**RECORDS PROVIDED**
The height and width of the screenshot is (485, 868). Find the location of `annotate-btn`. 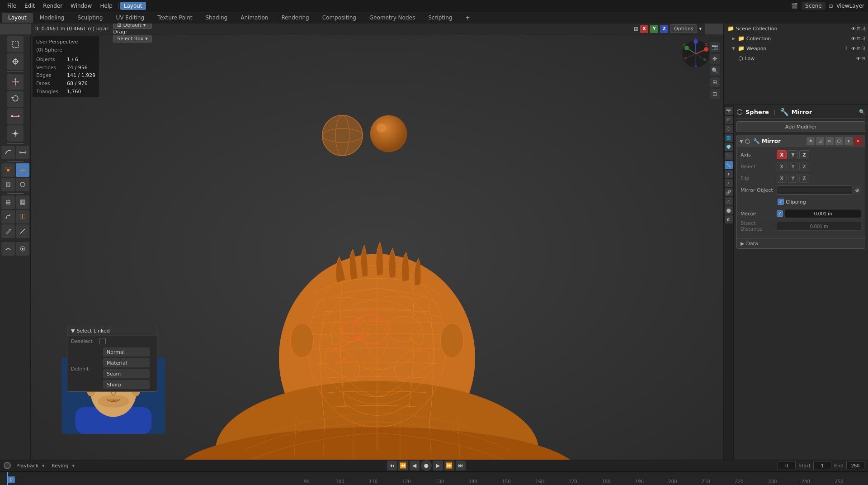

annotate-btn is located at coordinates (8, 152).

---

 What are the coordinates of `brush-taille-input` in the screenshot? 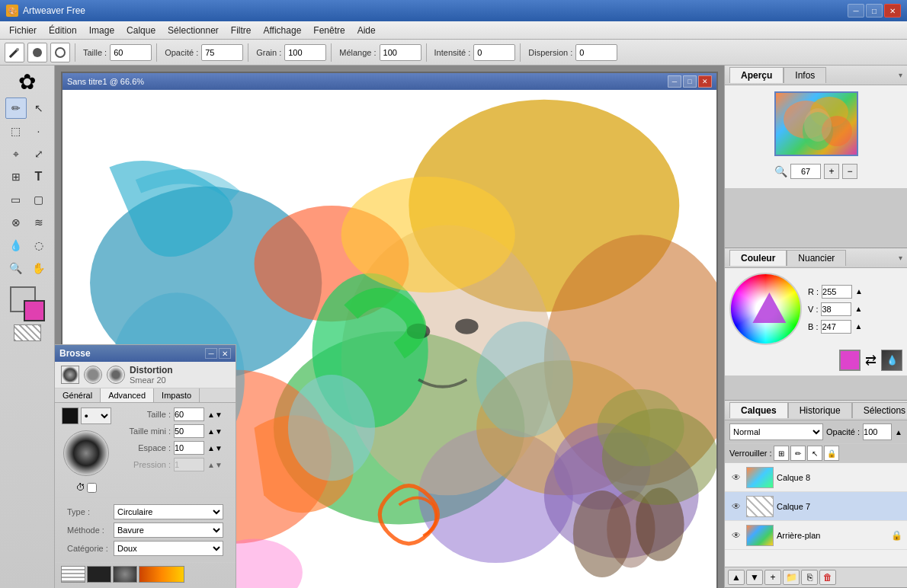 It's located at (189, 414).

---

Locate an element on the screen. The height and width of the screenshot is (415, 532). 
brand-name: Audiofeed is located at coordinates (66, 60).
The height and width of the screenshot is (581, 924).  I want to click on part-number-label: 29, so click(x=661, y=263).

**TASK INSTRUCTIONS**
Scan the listing above for the line that has "Locate an element", then copy exactly from that line through the line that has "The height and width of the screenshot is (581, 924).".

**PROBLEM SOLUTION**
Locate an element on the screen. The height and width of the screenshot is (415, 532). 
brand-name: Audiofeed is located at coordinates (66, 60).
The height and width of the screenshot is (581, 924).  I want to click on part-number-label: 29, so click(x=661, y=263).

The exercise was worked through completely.